Healthcare projects will increasingly be part of wider mixed-use developments, which in turn will require mixed funding. Healthy towns and cities need stronger local government to co-ordinate development and organise more intelligent, transparent ways of using public and private financing. 

 

From disposable to circular

The age of the disposable building has passed. If we adopt a circular economic model then any healthcare building should be capable of alternative future use and fulfil a greater role in the public realm. As high-street shops fall empty, their replacement with innovative social and healthcare centres may help sustain town centres.

 

More extreme climates encourage innovative architecture, with buildings designed that are climate adaptable, very low- or zero-carbon, and energy efficient. What commercial and technical innovations are developing to reduce costs and improve quality? Active buildings can integrate renewable energy technologies for heat, power and transport as components of an active healthcare network and smart city. Can we combine standards for Passivhaus and lifetime homes with technological advancement to create a truly adaptable home? We’ve separated building and landscape design for too long; the future will see significant investment in greening our cities. 

 

Healthcare design post COVID-19 

The impact of COVID-19 on healthcare design will be felt for years.
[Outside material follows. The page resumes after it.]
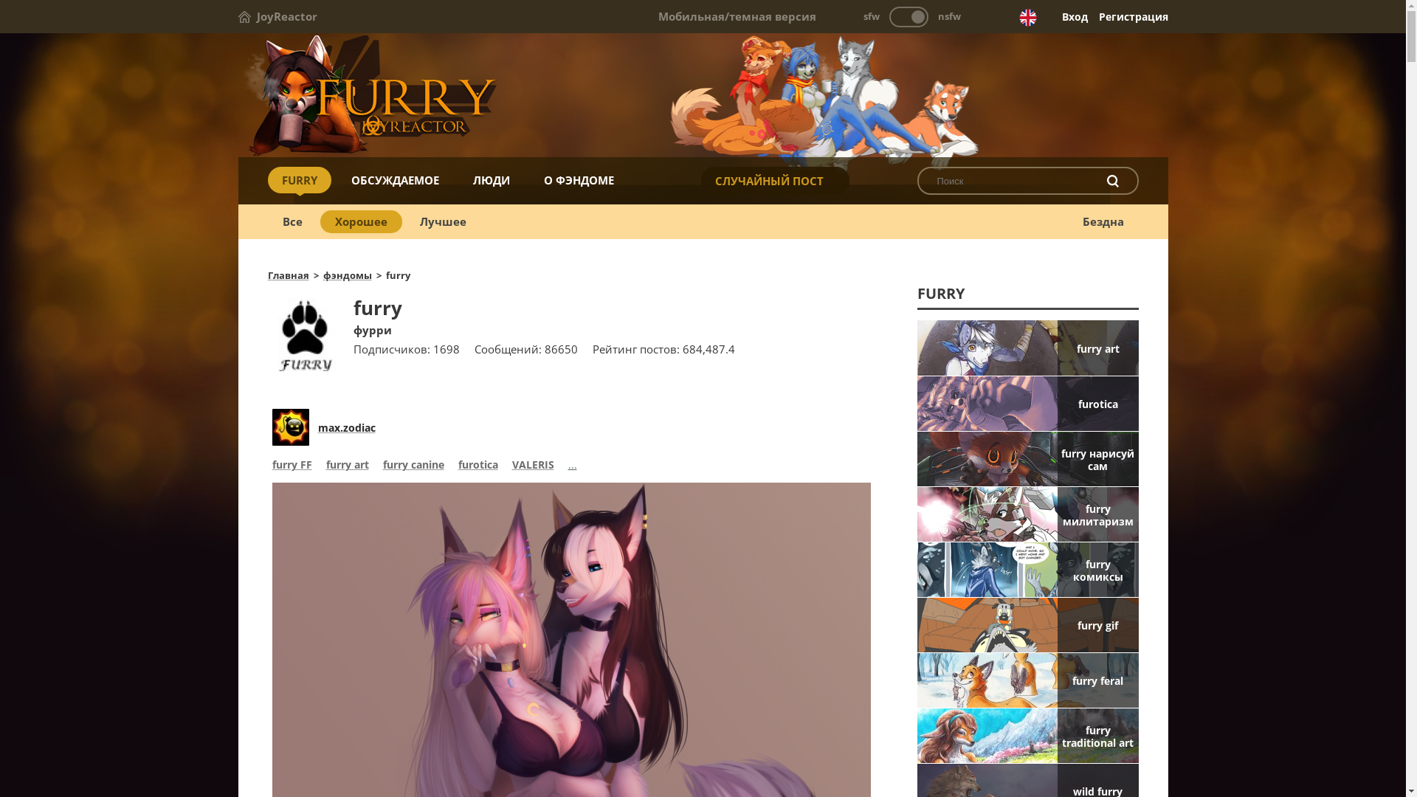 This screenshot has width=1417, height=797. Describe the element at coordinates (413, 466) in the screenshot. I see `furry canine` at that location.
In some cases, the pandemic will accelerate trends already in play prior to the crisis, such as the need for infrastructure to be adaptable to changing needs, closer co-ordination of primary and secondary care, and delivery of health services via digital technology. In other ways, COVID-19 has raised new design issues. For example, designing in surge acute and critical care capacity, supporting the mental health of patients and health workers, the impact of social isolation and health inequalities, and resourcing staff with proper medical equipment and PPE. 

 

Why attend? 

Presented in its new virtual format from 14-18 September, the 6th European Healthcare Design 2020 (EHD 2020) Congress and Awards, including the inaugural COVID-19 Global Healthcare Design Summit, is the world’s leading forum for the exchange of knowledge on the relationship between research and health policy and practice within the field of healthcare design. 

 

Congress attendees will develop their knowledge of the political, social, economic and environmental context, emerging practice, skills and core competencies in designing and commissioning health services, technology and infrastructure, project management, and the evidence base for healthcare design, sustainable development and quality improvement. 

 

With access to over 200 talks, workshops, poster and award presentations, and more than 25 virtual exhibitions – as well as the ability to create your own personal profile and network via live chat and messaging, and video meetings – attendees will enjoy a unique professional development and networking experience with colleagues in the healthcare design field from all over the world at accessible prices. 

 

A range of ticket types is available, giving attendees from all over the world great value for money. Members of Architects for Health, the Union of International Architects Public Health Group, the Australian Health Design Council, the New Zealand Health Design Council, and the European Health Property Network are entitled to a 20% discount. Please apply for your discount code at info@europeanhealthcaredesign.eu. Please note that a discount code may only be used once by the same user. Attendee registration is available via www.europeanhealthcaredesign.eu.

 

We look forward to welcoming you in September to the virtual congress, and your contribution to the critical exchange of knowledge as global health systems navigate a new world.